Something that happened a few times to me during this transitional state is “hearing” (more like hallucinating) music that I was singing in my mind while still awake. Except much clearer and vivid than ever before. I think that since the ordinary hearing function was just shutting itself off, the conscious brain could experience only its memory of the song and did it intensely so.
It lasted a couple of seconds only, while I was extremely tired, but it was an amazing experience.
It’s such a fascinating topic and yet it’s remarkable how little we still know about sleep, consciousness, dreams, etc.
I get this too. While awake, the sounds I hear on my own mind are just basically the signs I could make with my own voice. I can imagine a song by imagining humming or singing it, but I cannot recall what the actual recording sounds like. Yet there's that switch that flips as I go to sleep that I notice occasionally where I can hear crystal clear music. It's beautiful and I can't recognize the music.
I also get this, much more rarely, with images. While awake, I can't truly picture what I imagine, it's like I just have a notion of what is there, like motion and shape, without really seeing it, or at best a momentary flash of a picture. But when drifting to sleep there is a moment where the images become real, with color and texture and detail far beyond what I can imagine while awake. It's shocking and wakes we up when I notice it happening.
What is this switch? How can my brain have such discretely distinct modes of operation? Falling asleep itself seems so much more of a continuum.
A similar thing happened to me after some sleep deprivation in a noisy bar. I was moving to the music, and someone said the music had stopped. I listened while still moving to it, saying no it hasn't. They repeated that it had. I listened again and indeed there was no music in the air, only my mind. Cognition and perception is based on hallucination around stimuli--sometimes we fill in more than the gaps.
I've had this a few times. It's like listening to a good album on your headphones, except you are in control of the music. Being able to do that was a wonderful experience, especially since I've never actually played an instrument.
If you try to sleep with your eyes partially closed, you’ll start to hallucinate the things in front of you. Things become shapes, and then completely different things. It’s pretty interesting.
It lasted a couple of seconds only, while I was extremely tired, but it was an amazing experience.
It’s such a fascinating topic and yet it’s remarkable how little we still know about sleep, consciousness, dreams, etc.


An exact copy of every entry is needed, with the images left out.

Recorded data:
========

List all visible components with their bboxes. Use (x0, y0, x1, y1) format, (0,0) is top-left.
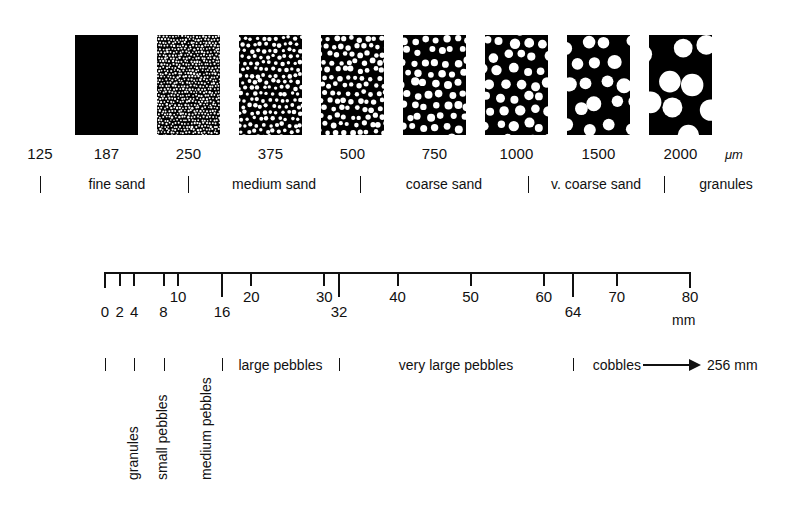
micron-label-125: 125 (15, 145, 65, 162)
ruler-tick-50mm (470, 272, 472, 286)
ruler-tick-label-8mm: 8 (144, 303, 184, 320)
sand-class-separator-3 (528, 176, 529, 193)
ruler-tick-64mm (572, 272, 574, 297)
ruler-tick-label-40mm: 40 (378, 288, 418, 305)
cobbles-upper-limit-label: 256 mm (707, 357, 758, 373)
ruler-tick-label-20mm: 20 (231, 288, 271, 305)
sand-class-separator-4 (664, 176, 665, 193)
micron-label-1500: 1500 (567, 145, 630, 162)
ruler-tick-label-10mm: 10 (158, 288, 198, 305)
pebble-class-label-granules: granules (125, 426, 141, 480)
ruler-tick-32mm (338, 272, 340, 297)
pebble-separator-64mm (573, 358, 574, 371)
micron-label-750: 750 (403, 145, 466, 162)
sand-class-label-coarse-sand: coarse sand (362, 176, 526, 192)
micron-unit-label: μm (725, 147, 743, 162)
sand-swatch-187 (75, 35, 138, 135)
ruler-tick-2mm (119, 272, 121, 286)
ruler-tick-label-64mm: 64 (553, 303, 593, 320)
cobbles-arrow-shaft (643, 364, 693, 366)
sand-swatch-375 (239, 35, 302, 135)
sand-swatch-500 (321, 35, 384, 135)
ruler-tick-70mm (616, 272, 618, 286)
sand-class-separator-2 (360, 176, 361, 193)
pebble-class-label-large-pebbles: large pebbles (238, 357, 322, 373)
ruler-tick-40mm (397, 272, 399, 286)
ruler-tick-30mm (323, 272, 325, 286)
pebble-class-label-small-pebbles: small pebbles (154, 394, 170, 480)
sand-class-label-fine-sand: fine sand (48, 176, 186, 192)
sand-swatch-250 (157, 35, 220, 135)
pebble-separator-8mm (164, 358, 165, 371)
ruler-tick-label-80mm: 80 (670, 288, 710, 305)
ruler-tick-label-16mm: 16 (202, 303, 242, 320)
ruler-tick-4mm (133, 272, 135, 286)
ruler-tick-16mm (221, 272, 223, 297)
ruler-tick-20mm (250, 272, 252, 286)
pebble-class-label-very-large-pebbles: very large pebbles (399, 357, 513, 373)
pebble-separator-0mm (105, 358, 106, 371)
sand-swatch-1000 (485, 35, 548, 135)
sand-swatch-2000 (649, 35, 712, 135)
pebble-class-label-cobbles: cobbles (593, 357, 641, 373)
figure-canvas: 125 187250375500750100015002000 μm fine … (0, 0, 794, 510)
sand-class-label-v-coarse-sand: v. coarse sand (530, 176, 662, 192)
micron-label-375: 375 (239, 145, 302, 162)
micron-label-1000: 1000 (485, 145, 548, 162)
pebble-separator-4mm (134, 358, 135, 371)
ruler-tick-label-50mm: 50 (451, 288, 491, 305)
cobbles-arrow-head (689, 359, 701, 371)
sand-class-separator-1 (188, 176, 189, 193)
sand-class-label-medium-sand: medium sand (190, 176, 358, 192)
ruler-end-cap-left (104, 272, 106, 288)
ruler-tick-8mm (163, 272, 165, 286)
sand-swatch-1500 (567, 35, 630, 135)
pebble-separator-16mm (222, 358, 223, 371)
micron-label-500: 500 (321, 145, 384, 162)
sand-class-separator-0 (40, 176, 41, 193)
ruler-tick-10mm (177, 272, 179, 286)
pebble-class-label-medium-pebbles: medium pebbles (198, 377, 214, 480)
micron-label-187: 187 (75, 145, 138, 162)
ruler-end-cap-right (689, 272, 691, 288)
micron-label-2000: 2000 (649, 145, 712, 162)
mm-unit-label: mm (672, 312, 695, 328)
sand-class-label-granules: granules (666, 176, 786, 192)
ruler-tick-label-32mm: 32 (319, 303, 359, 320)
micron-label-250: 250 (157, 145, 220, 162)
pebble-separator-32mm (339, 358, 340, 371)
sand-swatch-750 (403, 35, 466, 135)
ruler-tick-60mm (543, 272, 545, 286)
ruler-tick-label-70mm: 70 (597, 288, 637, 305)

========

• Exercise answer
List all visible components with their bboxes. Use (x0, y0, x1, y1) format, (0,0) is top-left.
micron-label-125: 125 (15, 145, 65, 162)
ruler-tick-50mm (470, 272, 472, 286)
ruler-tick-label-8mm: 8 (144, 303, 184, 320)
sand-class-separator-3 (528, 176, 529, 193)
ruler-tick-64mm (572, 272, 574, 297)
ruler-tick-label-40mm: 40 (378, 288, 418, 305)
cobbles-upper-limit-label: 256 mm (707, 357, 758, 373)
ruler-tick-label-20mm: 20 (231, 288, 271, 305)
sand-class-separator-4 (664, 176, 665, 193)
micron-label-1500: 1500 (567, 145, 630, 162)
ruler-tick-label-10mm: 10 (158, 288, 198, 305)
pebble-class-label-granules: granules (125, 426, 141, 480)
ruler-tick-32mm (338, 272, 340, 297)
pebble-separator-64mm (573, 358, 574, 371)
micron-label-750: 750 (403, 145, 466, 162)
sand-class-label-coarse-sand: coarse sand (362, 176, 526, 192)
micron-unit-label: μm (725, 147, 743, 162)
sand-swatch-187 (75, 35, 138, 135)
ruler-tick-2mm (119, 272, 121, 286)
ruler-tick-label-64mm: 64 (553, 303, 593, 320)
cobbles-arrow-shaft (643, 364, 693, 366)
sand-swatch-375 (239, 35, 302, 135)
sand-swatch-500 (321, 35, 384, 135)
ruler-tick-70mm (616, 272, 618, 286)
sand-class-separator-2 (360, 176, 361, 193)
pebble-class-label-large-pebbles: large pebbles (238, 357, 322, 373)
ruler-tick-40mm (397, 272, 399, 286)
ruler-tick-30mm (323, 272, 325, 286)
pebble-class-label-small-pebbles: small pebbles (154, 394, 170, 480)
sand-class-label-fine-sand: fine sand (48, 176, 186, 192)
sand-swatch-250 (157, 35, 220, 135)
pebble-separator-8mm (164, 358, 165, 371)
ruler-tick-label-80mm: 80 (670, 288, 710, 305)
ruler-tick-label-16mm: 16 (202, 303, 242, 320)
ruler-tick-4mm (133, 272, 135, 286)
ruler-tick-16mm (221, 272, 223, 297)
ruler-tick-20mm (250, 272, 252, 286)
pebble-class-label-very-large-pebbles: very large pebbles (399, 357, 513, 373)
pebble-separator-0mm (105, 358, 106, 371)
sand-swatch-1000 (485, 35, 548, 135)
sand-swatch-2000 (649, 35, 712, 135)
pebble-class-label-cobbles: cobbles (593, 357, 641, 373)
figure-canvas: 125 187250375500750100015002000 μm fine … (0, 0, 794, 510)
sand-class-label-v-coarse-sand: v. coarse sand (530, 176, 662, 192)
micron-label-375: 375 (239, 145, 302, 162)
micron-label-1000: 1000 (485, 145, 548, 162)
pebble-separator-4mm (134, 358, 135, 371)
ruler-tick-label-50mm: 50 (451, 288, 491, 305)
cobbles-arrow-head (689, 359, 701, 371)
sand-class-separator-1 (188, 176, 189, 193)
sand-class-label-medium-sand: medium sand (190, 176, 358, 192)
ruler-end-cap-left (104, 272, 106, 288)
ruler-tick-8mm (163, 272, 165, 286)
sand-swatch-1500 (567, 35, 630, 135)
pebble-separator-16mm (222, 358, 223, 371)
micron-label-500: 500 (321, 145, 384, 162)
sand-class-separator-0 (40, 176, 41, 193)
ruler-tick-10mm (177, 272, 179, 286)
pebble-class-label-medium-pebbles: medium pebbles (198, 377, 214, 480)
micron-label-187: 187 (75, 145, 138, 162)
ruler-end-cap-right (689, 272, 691, 288)
micron-label-2000: 2000 (649, 145, 712, 162)
mm-unit-label: mm (672, 312, 695, 328)
sand-class-label-granules: granules (666, 176, 786, 192)
ruler-tick-label-32mm: 32 (319, 303, 359, 320)
micron-label-250: 250 (157, 145, 220, 162)
pebble-separator-32mm (339, 358, 340, 371)
sand-swatch-750 (403, 35, 466, 135)
ruler-tick-60mm (543, 272, 545, 286)
ruler-tick-label-70mm: 70 (597, 288, 637, 305)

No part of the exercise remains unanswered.